The whole installation clearly formulated three basic situations or scenes of human behaviour, which, due to their repetition, can lay claim to being universally valid. Dynamic departure, the will to persist, and enactment were presented like a model of a trinity on a table, which both alludes to the proverbial negotiating table and assumes the function of a pedestal for the exhibited works. The installation was a pointed presentation of a three-dimensional, ‘constructed picture’ of an undecided situation.
Schütte, other artists, gallerists, and curators have always liked to use the tension which presents itself in such a situation as a metaphor to heighten an understanding of the situation and the possibilities of art in the wake of modernism. In this context and due to its wide-ranging potential, the model as a concept, an attitude, and a phenomenon became a much needed guiding term.
Any concentration on the chronology reveals that Schütte’s career developed within a network of people, such as Kasper König and Konrad Fischer, and of institutions, which accompanied his development as supportive catalysts, as friends to turn to or as trading partners. In parallel to this, Schütte continued to work on the broadening and consolidation of his repertoire, regardless of trends such as the painting style of the so-called ‘Junge Wilde’ or of the fact that in the early 1980s he was temporarily relegated to the so-called ‘model builders.’Schütte created a range of works: series of paintings and drawings, designs for sculptures, works to be placed outside, stage sets, models, and installations. On the occasion of his first one-man-show at Haus Lange in Krefeld in 1986, all of the works created up to that time could be experienced in the round and now Schütte’s talent for art and for exhibition-making became clear. Against the background of an increasingly academic debate, the catalogue essay by Julian Heynen, written in the style of a collage, proves to be a congenial addition to the literature and helps to deepen and broaden the focus.
In 1988 Bettina Hesse wrote of Schütte’s talent for scenography in a short story entitled ‘Der Zeremonienmeister’ (The Master of Ceremonies/The Scenewright), which was published in the catalogue accompanying the exhibition at Kunsthalle Baden-Baden. Around this time, Schütte had begun to concpetualise and realise exhibitions as touring shows with allusive titles such as Sieben Felder (Seven Fields, 1990), to give interviews coining distinct metaphors and to write and publish stories that with a sense of dark humour deal with the auto-destructive and nightmarish aspects of the common practices and developments within the so-called art world. Within this field of activity we discern the common belief that one can identify what is missing and find a way forward on this basis.The fact that Schütte can think through his models, and uses previously suppressed means, such as figuration and colour washes, allows him to operate from an advantageous position.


● **THE TASK**
Give the number of lines in the following entries that contain the word "September", with nothing added.

━━━━━━━━━━━━━━━━━━━━

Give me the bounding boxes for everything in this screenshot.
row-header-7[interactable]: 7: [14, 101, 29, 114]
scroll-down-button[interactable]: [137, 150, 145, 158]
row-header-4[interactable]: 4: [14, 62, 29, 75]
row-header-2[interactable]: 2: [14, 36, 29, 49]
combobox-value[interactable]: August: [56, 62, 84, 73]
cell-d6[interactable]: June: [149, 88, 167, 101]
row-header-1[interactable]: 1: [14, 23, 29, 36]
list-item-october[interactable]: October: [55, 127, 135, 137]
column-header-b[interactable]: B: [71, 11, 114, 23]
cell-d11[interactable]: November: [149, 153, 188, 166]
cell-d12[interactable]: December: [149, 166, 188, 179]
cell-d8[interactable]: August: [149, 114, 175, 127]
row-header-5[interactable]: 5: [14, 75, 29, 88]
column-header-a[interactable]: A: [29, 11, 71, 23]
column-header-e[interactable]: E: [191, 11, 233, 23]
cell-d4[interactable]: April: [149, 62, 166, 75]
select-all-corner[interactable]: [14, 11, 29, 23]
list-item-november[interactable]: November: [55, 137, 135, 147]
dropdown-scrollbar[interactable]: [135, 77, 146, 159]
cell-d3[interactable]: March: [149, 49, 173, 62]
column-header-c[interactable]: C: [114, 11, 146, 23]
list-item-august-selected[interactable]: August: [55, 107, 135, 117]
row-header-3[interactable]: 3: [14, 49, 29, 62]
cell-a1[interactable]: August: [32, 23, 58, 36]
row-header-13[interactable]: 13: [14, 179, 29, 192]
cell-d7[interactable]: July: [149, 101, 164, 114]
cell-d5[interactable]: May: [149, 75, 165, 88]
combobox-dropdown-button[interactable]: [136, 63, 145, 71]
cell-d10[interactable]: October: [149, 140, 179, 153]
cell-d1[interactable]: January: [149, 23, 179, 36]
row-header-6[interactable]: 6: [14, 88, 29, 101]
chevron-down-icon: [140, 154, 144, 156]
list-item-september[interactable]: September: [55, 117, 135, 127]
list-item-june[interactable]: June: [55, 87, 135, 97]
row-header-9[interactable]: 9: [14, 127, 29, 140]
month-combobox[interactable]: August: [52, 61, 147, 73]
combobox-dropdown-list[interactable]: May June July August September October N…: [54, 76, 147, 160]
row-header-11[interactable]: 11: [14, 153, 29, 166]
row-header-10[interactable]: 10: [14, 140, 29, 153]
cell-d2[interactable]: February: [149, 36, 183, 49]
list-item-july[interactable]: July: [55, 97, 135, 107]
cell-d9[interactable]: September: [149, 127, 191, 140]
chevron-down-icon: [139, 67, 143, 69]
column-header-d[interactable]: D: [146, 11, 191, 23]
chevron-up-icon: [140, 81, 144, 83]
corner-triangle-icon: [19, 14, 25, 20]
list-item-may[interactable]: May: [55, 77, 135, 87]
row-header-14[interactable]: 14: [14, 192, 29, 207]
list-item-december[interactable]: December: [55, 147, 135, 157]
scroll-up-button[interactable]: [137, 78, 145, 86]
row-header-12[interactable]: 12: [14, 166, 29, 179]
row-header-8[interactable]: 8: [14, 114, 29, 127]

━━━━━━━━━━━━━━━━━━━━

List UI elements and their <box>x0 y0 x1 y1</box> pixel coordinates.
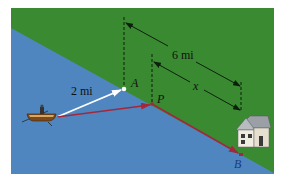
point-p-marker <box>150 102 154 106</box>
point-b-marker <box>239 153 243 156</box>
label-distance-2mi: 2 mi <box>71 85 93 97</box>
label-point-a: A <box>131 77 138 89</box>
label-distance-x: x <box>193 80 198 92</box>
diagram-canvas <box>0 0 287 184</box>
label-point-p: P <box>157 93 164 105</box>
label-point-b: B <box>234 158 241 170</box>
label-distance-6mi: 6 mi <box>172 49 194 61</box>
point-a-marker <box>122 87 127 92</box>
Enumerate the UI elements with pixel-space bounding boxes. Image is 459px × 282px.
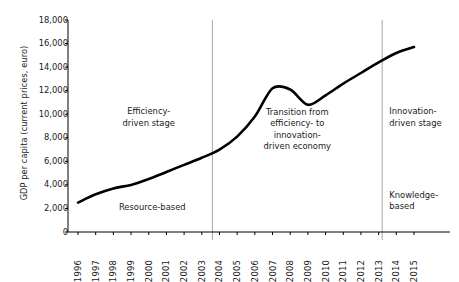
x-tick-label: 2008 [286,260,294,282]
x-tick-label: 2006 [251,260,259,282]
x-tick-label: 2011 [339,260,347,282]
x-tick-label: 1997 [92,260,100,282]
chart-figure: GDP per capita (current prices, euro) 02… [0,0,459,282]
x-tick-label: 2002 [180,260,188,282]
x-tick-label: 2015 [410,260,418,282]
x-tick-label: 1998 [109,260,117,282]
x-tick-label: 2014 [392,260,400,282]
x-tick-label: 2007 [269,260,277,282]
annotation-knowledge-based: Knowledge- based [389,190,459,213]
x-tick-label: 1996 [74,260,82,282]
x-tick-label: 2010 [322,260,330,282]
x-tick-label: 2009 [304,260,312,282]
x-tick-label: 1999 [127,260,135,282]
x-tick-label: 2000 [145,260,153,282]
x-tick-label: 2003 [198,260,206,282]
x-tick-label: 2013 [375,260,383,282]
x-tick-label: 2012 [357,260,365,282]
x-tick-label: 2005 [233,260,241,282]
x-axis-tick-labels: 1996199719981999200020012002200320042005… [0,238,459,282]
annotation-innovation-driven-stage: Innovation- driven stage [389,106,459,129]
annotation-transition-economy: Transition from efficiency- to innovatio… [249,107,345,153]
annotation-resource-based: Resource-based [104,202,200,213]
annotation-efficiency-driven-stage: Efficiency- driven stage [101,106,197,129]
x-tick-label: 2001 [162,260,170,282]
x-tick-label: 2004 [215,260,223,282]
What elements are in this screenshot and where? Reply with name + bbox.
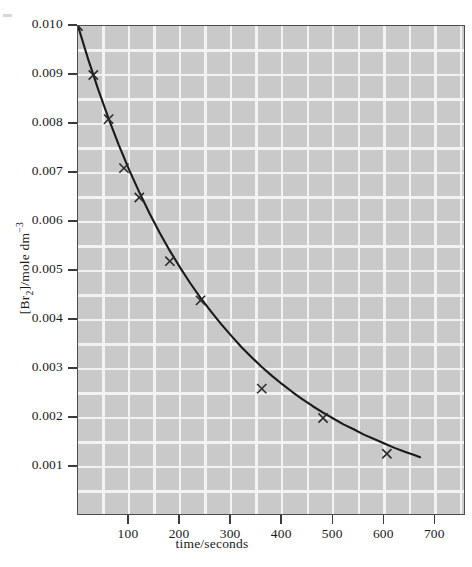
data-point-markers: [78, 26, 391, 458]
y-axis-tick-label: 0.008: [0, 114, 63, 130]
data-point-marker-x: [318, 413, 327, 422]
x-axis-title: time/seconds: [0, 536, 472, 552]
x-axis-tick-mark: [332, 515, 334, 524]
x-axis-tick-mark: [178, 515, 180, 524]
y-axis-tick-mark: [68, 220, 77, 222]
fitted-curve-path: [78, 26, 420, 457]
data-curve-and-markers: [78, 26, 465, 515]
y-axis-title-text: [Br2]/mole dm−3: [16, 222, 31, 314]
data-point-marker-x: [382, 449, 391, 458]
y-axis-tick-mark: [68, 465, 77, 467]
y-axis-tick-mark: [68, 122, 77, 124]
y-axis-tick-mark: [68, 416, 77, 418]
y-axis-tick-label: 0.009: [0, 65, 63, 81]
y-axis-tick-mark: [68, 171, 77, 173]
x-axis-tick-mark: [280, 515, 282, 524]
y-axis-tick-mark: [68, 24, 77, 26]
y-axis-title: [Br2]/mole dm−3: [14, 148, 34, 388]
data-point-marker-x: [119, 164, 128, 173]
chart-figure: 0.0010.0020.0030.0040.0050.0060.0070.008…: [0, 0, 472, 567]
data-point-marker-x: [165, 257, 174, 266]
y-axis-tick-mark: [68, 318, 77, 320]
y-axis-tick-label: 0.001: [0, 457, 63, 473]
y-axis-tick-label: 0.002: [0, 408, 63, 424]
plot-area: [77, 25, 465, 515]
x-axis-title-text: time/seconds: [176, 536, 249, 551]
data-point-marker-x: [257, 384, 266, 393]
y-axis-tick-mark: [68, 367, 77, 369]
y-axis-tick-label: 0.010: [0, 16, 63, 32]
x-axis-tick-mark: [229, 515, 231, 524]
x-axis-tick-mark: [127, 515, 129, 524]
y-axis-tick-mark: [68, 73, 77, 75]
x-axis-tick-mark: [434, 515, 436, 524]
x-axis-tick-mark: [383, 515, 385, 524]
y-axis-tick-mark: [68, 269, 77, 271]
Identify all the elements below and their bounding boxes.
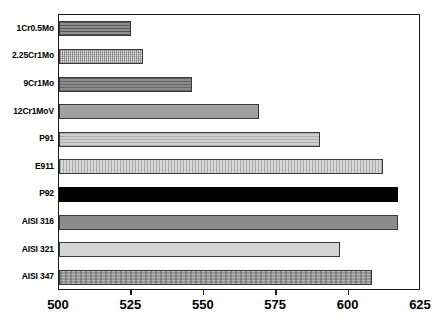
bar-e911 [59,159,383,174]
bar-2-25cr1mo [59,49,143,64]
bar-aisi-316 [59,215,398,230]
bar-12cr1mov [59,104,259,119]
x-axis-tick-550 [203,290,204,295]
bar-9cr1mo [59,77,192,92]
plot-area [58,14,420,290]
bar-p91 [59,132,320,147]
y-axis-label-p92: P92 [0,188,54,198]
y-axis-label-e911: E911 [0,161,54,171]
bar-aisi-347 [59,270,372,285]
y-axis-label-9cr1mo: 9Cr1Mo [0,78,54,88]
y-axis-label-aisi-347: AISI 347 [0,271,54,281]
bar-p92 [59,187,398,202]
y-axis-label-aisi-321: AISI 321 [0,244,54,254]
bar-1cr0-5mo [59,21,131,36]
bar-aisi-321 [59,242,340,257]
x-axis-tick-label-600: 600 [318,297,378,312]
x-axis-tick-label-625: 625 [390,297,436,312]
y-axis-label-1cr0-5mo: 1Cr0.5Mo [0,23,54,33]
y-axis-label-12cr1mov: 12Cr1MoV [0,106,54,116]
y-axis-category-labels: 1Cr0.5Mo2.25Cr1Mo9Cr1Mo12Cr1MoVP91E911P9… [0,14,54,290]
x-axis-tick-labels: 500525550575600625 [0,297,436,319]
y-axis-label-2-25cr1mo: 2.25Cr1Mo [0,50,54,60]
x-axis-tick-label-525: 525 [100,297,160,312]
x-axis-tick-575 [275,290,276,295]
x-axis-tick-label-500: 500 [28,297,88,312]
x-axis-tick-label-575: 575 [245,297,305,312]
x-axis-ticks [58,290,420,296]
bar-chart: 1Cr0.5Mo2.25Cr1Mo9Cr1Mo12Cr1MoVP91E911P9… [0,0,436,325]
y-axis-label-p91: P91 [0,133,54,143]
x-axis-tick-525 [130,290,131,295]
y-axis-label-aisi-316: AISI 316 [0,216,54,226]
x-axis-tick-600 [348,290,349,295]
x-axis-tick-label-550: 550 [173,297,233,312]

━━━━━━━━━━━━━━━━━━━━

● **PROBLEM SOLUTION**
3